Back in 2017, Cloudflare announced SSL for SaaS, a product that allows SaaS providers to extend the benefits of Cloudflare security and performance to their end customers. Using a “Managed CNAME” configuration, providers could bring their customer’s domain onto Cloudflare. In the first version of SSL for SaaS (v1), the traffic for Custom Hostnames is proxied to the origin based on the IP addresses assigned to the Continue reading
Kubernetes networking is deceptively simple on the surface, until it breaks, silently leaks data, or opens the door to a full-cluster compromise. As modern workloads become more distributed and ephemeral, traditional logging and metrics just can’t keep up with the complexity of cloud-native traffic flows.

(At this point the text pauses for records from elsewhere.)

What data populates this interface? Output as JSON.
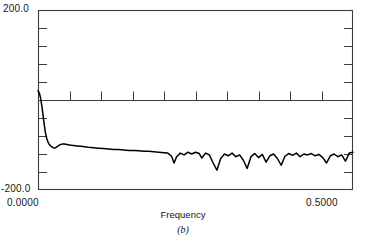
{
  "chart_data": {
    "type": "line",
    "title": "",
    "caption": "(b)",
    "xlabel": "Frequency",
    "ylabel": "",
    "xlim": [
      0.0,
      0.5
    ],
    "ylim": [
      -200.0,
      200.0
    ],
    "xtick_labels": [
      "0.0000",
      "0.5000"
    ],
    "ytick_labels": [
      "200.0",
      "-200.0"
    ],
    "grid": false,
    "legend": null,
    "axis_style": "box-frame-with-inward-ticks",
    "zero_line": 0.0,
    "y_minor_tick_interval": 40.0,
    "x_minor_tick_interval": 0.05,
    "x_minor_ticks_on_zero_line": true,
    "line_color": "#000000",
    "frame_color": "#3c3c3c",
    "series": [
      {
        "name": "spectrum",
        "x": [
          0.0,
          0.002,
          0.004,
          0.006,
          0.008,
          0.01,
          0.012,
          0.014,
          0.016,
          0.018,
          0.02,
          0.022,
          0.024,
          0.026,
          0.028,
          0.03,
          0.034,
          0.038,
          0.042,
          0.046,
          0.05,
          0.056,
          0.062,
          0.068,
          0.074,
          0.08,
          0.088,
          0.096,
          0.104,
          0.112,
          0.12,
          0.128,
          0.136,
          0.144,
          0.152,
          0.16,
          0.168,
          0.176,
          0.184,
          0.192,
          0.2,
          0.206,
          0.212,
          0.216,
          0.22,
          0.226,
          0.232,
          0.238,
          0.244,
          0.25,
          0.256,
          0.26,
          0.266,
          0.272,
          0.278,
          0.284,
          0.29,
          0.296,
          0.302,
          0.308,
          0.314,
          0.32,
          0.326,
          0.332,
          0.338,
          0.344,
          0.35,
          0.356,
          0.362,
          0.368,
          0.374,
          0.38,
          0.386,
          0.392,
          0.398,
          0.404,
          0.41,
          0.416,
          0.422,
          0.428,
          0.434,
          0.44,
          0.446,
          0.452,
          0.458,
          0.464,
          0.47,
          0.476,
          0.482,
          0.488,
          0.494,
          0.5
        ],
        "y": [
          21.0,
          16.0,
          5.0,
          -12.0,
          -34.0,
          -56.0,
          -74.0,
          -86.0,
          -94.0,
          -99.0,
          -102.0,
          -104.0,
          -106.0,
          -107.0,
          -106.0,
          -104.0,
          -100.0,
          -98.0,
          -98.0,
          -99.0,
          -100.0,
          -101.0,
          -102.0,
          -103.0,
          -104.0,
          -105.0,
          -106.0,
          -107.0,
          -108.0,
          -109.0,
          -110.0,
          -110.0,
          -111.0,
          -112.0,
          -112.0,
          -113.0,
          -114.0,
          -114.0,
          -115.0,
          -116.0,
          -117.0,
          -118.0,
          -125.0,
          -140.0,
          -126.0,
          -118.0,
          -122.0,
          -116.0,
          -120.0,
          -116.0,
          -119.0,
          -129.0,
          -118.0,
          -122.0,
          -140.0,
          -156.0,
          -130.0,
          -120.0,
          -124.0,
          -118.0,
          -126.0,
          -122.0,
          -134.0,
          -152.0,
          -126.0,
          -119.0,
          -128.0,
          -121.0,
          -138.0,
          -124.0,
          -120.0,
          -130.0,
          -145.0,
          -125.0,
          -119.0,
          -123.0,
          -118.0,
          -126.0,
          -120.0,
          -122.0,
          -119.0,
          -124.0,
          -121.0,
          -128.0,
          -140.0,
          -124.0,
          -120.0,
          -126.0,
          -122.0,
          -136.0,
          -118.0,
          -116.0
        ]
      }
    ]
  }
}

That’s where Calico Whisker comes in. Whisker is a lightweight Kubernetes-native observability tool created by Tigera. It offers deep insights into real-time traffic flow patterns, without requiring you to deploy heavyweight service meshes or packet sniffer. And here’s something you won’t get anywhere else: Whisker is data plane-agnostic. Whether you run Calico eBPF data plane, nftables, or iptables, you’ll get the same high-fidelity flow logs with consistent fields, format, and visibility. You don’t have to change your data plane, Whisker fits right in and shows you the truth, everywhere.
Let’s walk through 5 network issues Whisker helps you catch early, before they turn into outages or security incidents.
Traditional observability tools often show whether a packet was forwarded, accepted or dropped, but not why. They lack visibility into which Kubernetes network policy was responsible or if one was even applied.
With Whisker, each network flow is paired with:
Linux 6.11+ kernels provide TCX attachment points for eBPF programs to efficiently examine packets as they ingress and egress the host. The latest version of the open source Host sFlow agent includes support for TCX packet sampling to stream industry standard sFlow telemetry to a central collector for network wide visibility, e.g. Deploy real-time network dashboards using Docker compose describes how to quickly set up a Prometheus database and use Grafana to build network dashboards.
static __always_inline void sample_packet(struct __sk_buff *skb, __u8 direction) {
__u32 key = skb->ifindex;
__u32 *rate = bpf_map_lookup_elem(&sampling, &key);
if (!rate || (*rate > 0 && bpf_get_prandom_u32() % *rate != 0))
return;
struct packet_event_t pkt = {};
pkt.timestamp = bpf_ktime_get_ns();
pkt.ifindex = skb->ifindex;
pkt.sampling_rate = *rate;
pkt.ingress_ifindex = skb->ingress_ifindex;
pkt.routed_ifindex = direction ? 0 : get_route(skb);
pkt.pkt_len = skb->len;
pkt.direction = direction;
__u32 hdr_len = skb->len < MAX_PKT_HDR_LEN ? skb->len : MAX_PKT_HDR_LEN;
if (hdr_len > 0 && bpf_skb_load_bytes(skb, 0, pkt.hdr, hdr_len) < 0)
return;
bpf_perf_event_output(skb, &events, BPF_F_CURRENT_CPU, &pkt, sizeof(pkt));
}
SEC("tcx/ingress")
int tcx_ingress(struct __sk_buff *skb) {
sample_packet(skb, 0);
return TCX_NEXT;
}
SEC("tcx/egress")
int tcx_egress(struct __sk_buff *skb) {
sample_packet(skb, 1);
return TCX_NEXT;
}
The sample.bpf.c file Continue reading
Is an LLM a stubborn donkey, a genie, or a slot machine (and why)? Find out in the Who is LLM? article by Martin Fowler.